Health Policy Expert: “Why Cheaper Drugs Can Kill”
U.S. News & World Report published this editorial by Kenneth Thorpe, professor of health policy at Emory University and chairman of the Partnership to Fight Chronic Disease, on August 23, 2017.
Why Cheaper Drugs Can Kill
The Senate is considering a bill that would allow individuals and pharmacies to purchase medicines from Canada. The Affordable and Safe Prescription Drug Importation Act could save the federal government more than $6 billion over the next decade, according to a new report from the Congressional Budget Office.
But these savings could come at the cost of Americans’ lives. Legalizing drug importation would make it far easier for harmful counterfeit and contaminated medicines to enter the U.S. drug supply. At a time when illegal, counterfeit drugs already cause hundreds of American deaths every year, importation represents a reckless way to cut health care costs.
On the face of it, the importation bill, sponsored by Sens. Bernie Sanders, I-Vt., Cory Booker, D-N.J., and Bob Casey, D-Pa., seems like a winning proposition for patients. After all, many prescription drugs are considerably cheaper in Canada. Why not let Americans enjoy these discount prices?
Of course, there’s a reason that drug importation is currently against the law: By the Food and Drug Administration’s own admission, it’s simply infeasible for federal regulators to monitor the quality and safety of drugs imported from foreign pharmacies.
The Senate bill would only allow drugs to be imported from Canada – but a Canadian postmark is no indication of a drug’s true origin. By one estimate, as many as 70 percent of the medicines Americans illicitly purchase from Canada are manufactured elsewhere in the world. Counterfeit medicines represent as much as 10 percent of the global drug supply. Making matters worse, the Canadian government doesn’t monitor the quality of the medicines that Canadian pharmacies export.
Just this June, U.S. authorities arrested six Canadian men accused of selling $78 million worth of unapproved drugs – including counterfeit versions of the cancer medicines Altuzan and Avastin – to American doctors. Among those arrested was the president of online pharmacy CanadaDrugs.com.
Indeed, the phrase “reputable internet pharmacy” is almost a contradiction in terms. An investigation by the National Association of Boards of Pharmacy looked at 10,000 online pharmacies and found that more than 96 percent don’t comply with American laws and safety standards.
Almost 90 percent of noncompliant pharmacies didn’t even require patients to provide legitimate prescriptions from doctors. People can request whatever drugs they want with virtually no questions asked. Nearly half these pharmacies sell medicines that aren’t approved by the FDA. Many of these pills are counterfeit.
The threat posed by imported, knockoff prescription opioids is especially acute. Over the last few years, hundreds of thousands of counterfeit prescription opioids have been smuggled into the country from places like Canada and Mexico, according to the Drug Enforcement Administration.
Many of these fake medications contain fentanyl – a synthetic opioid that is 50 to 100 times more powerful than morphine. This deluge of counterfeit pain pills has helped fuel a national opioid crisis that killed a record 33,000 Americans in 2015, according to the latest data from the Centers for Disease Control and Prevention.
Sanders, Booker and Casey insist that their bill would impose stringent safety standards on all drugs imported from Canada. But that is a promise they simply can’t keep.
The FDA enforces America’s drug safety standards, which are the most rigorous in the world. Maintaining those standards depends on a closed drug supply chain.
Without strict restrictions on drug importation, regulators wouldn’t have the manpower or inspection powers they need to keep counterfeits out of America’s prescription drug supply. An importation free-for-all would almost certainly lead to a rise in illness and death due to substandard prescription medicines.
The CBO estimated that drug importation would only reduce total drug spending by about 1 percent. Moreover, it didn’t account for the lives that could be lost due to counterfeit drugs. Importation simply isn’t worth the risk to Americans’ safety.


#### [Exercise description]
Take the line containing "Find the location" through the last line of the data and retype those lines exactly. Pictures do not belong in the copy.

#### [Data for this task]
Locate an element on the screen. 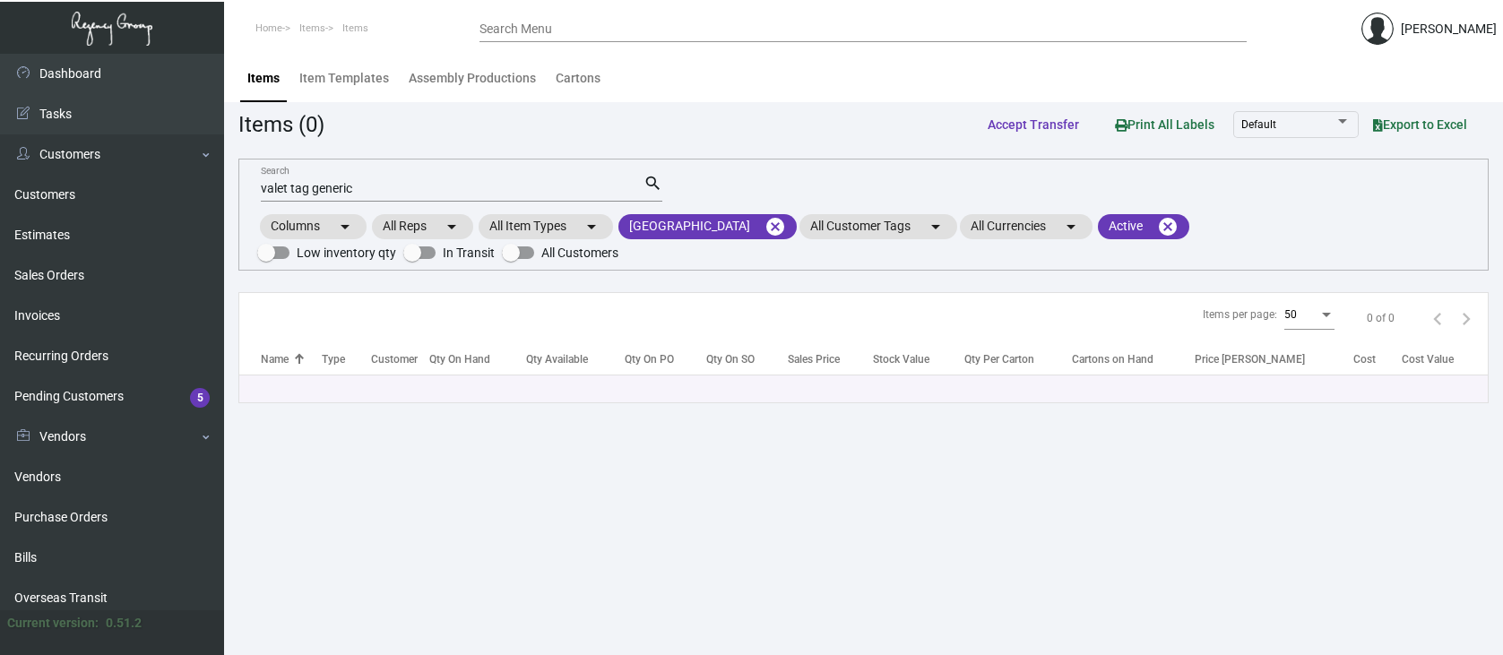 This screenshot has height=655, width=1503. mat-chip: Columns is located at coordinates (313, 227).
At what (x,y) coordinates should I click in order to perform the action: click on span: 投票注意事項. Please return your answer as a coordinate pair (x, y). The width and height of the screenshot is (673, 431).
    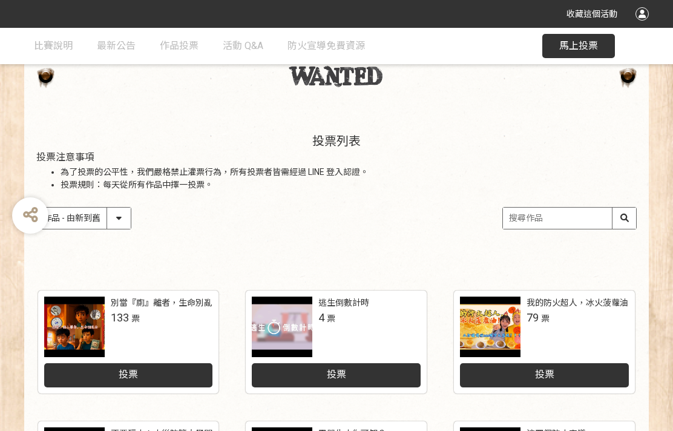
    Looking at the image, I should click on (65, 157).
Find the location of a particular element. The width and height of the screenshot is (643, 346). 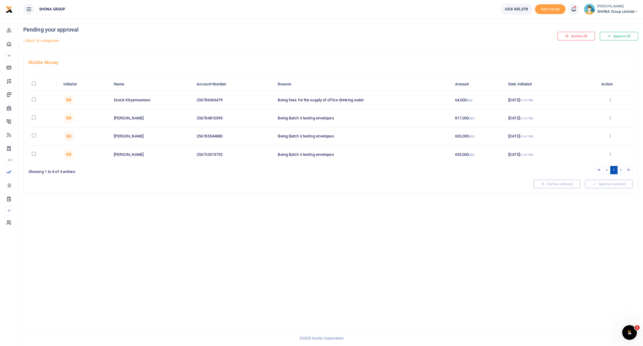

h4: Pending your approval is located at coordinates (227, 30).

#### [Written response]
Find the location of a particular element. The width and height of the screenshot is (643, 346). 

h4: Pending your approval is located at coordinates (227, 30).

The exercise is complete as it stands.